That
our millennial scale trend, which we reasonably trust, and have some idea of the uncertainties in, is in line w / that null hypothesis is information that can not be ignored.
Not exact matches
«Instead, the shift to higher temperatures during the 20th century reversed the
millennial scale cooling
trend.»
Now, no - one thinks that tree ring records have
millennial scale non-climatic
trends (their problem is precisely the opposite, that the multi-century
scale climate
trends might be damped), the same is true for ice cores etc..

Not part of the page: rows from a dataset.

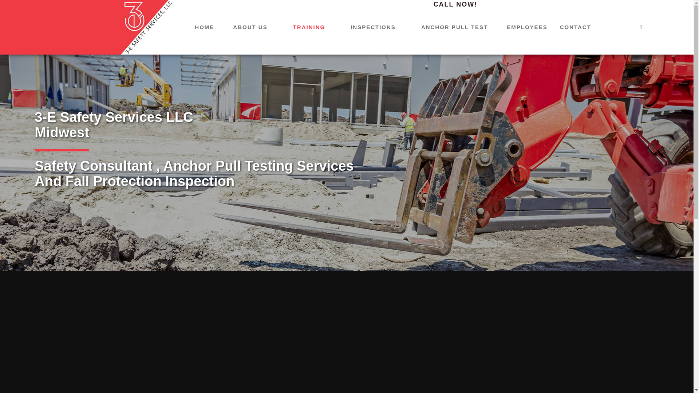 This screenshot has height=393, width=699. What do you see at coordinates (309, 27) in the screenshot?
I see `TRAINING` at bounding box center [309, 27]. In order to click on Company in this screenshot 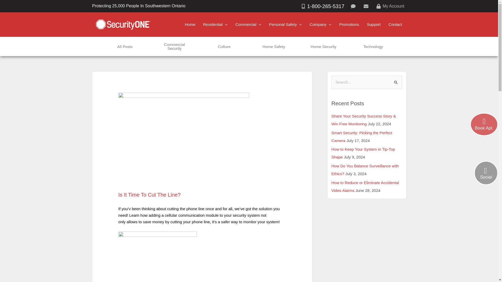, I will do `click(320, 25)`.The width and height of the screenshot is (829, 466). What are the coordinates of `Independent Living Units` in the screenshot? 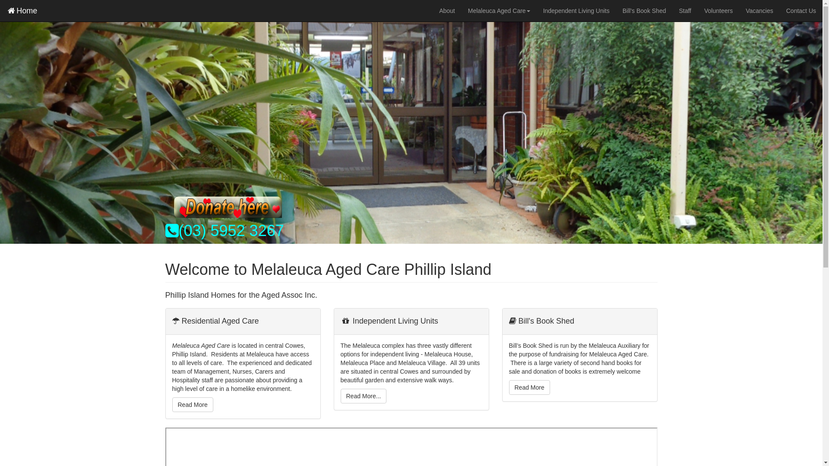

The suggested synchroneity of tropical and North Atlantic centennial to
millennial variability (de Menocal et al., 2000; Mayewski et al., 2004; Y.J. Wang et al., 2005) is not common to the SH (Masson et al., 2000; Holmgren et al., 2003), suggesting that
millennial scale variability can not account for the observed 20th - century warming
trend.
If you average so as to eliminate
millennial -
scale variation, I suppose you get that
trend.
Gradual, insolation - driven
millennial -
scale temperature
trends in the study area were punctuated by several abrupt climate changes, including a major transient event recorded in all five lakes between 4.3 and 3.2 ka, which overlaps in timing with abrupt climate changes previously documented around the North Atlantic region and farther afield at w4.2 ka.

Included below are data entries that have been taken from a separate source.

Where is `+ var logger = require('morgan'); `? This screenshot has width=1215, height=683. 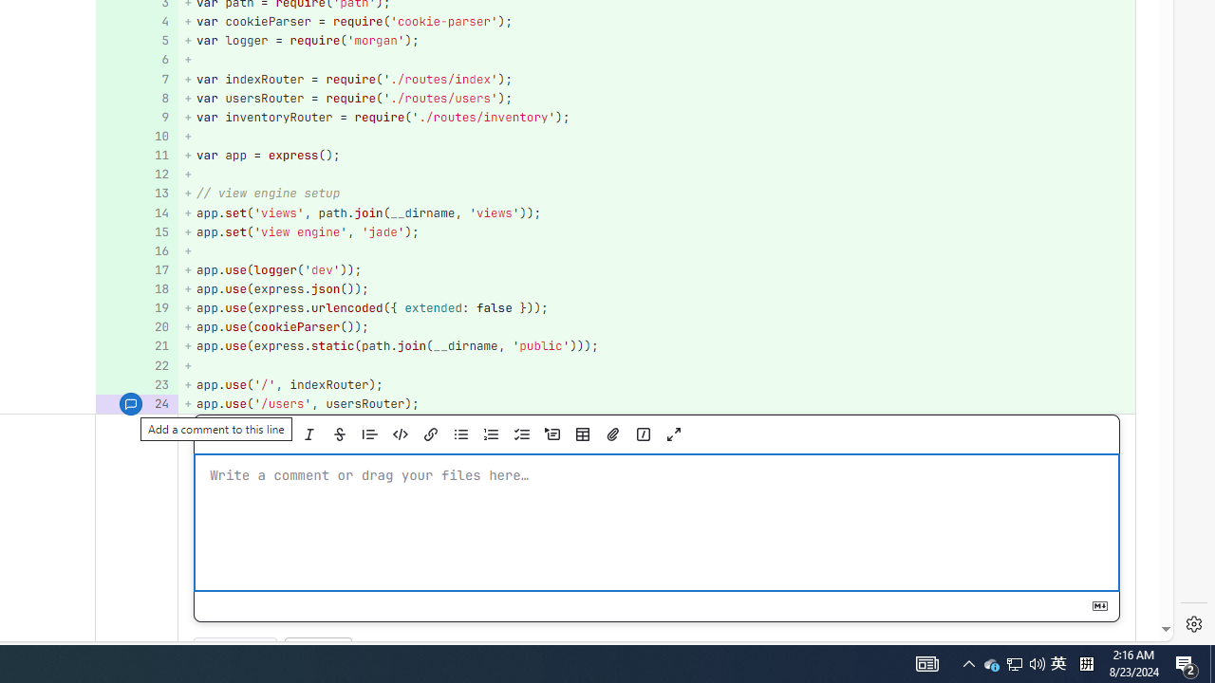 + var logger = require('morgan');  is located at coordinates (657, 42).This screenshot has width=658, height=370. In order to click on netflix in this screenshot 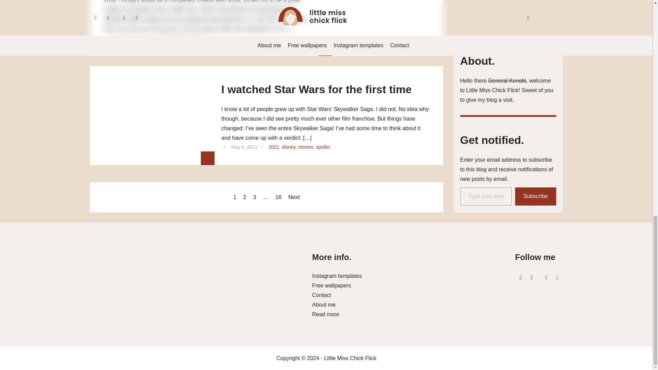, I will do `click(179, 37)`.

The Holocene in general shows both a long - term
trend (cooling) and
millennial and centennial / multidecadal time -
scale variability.
Superimposed on these long - term
trends are
millennial -
scale fluctuations characterized by periods of low sea - ice and high sea - surface temperature and salinity that appear quasi-cyclic with a frequency of about one every 2500 — 3000 years.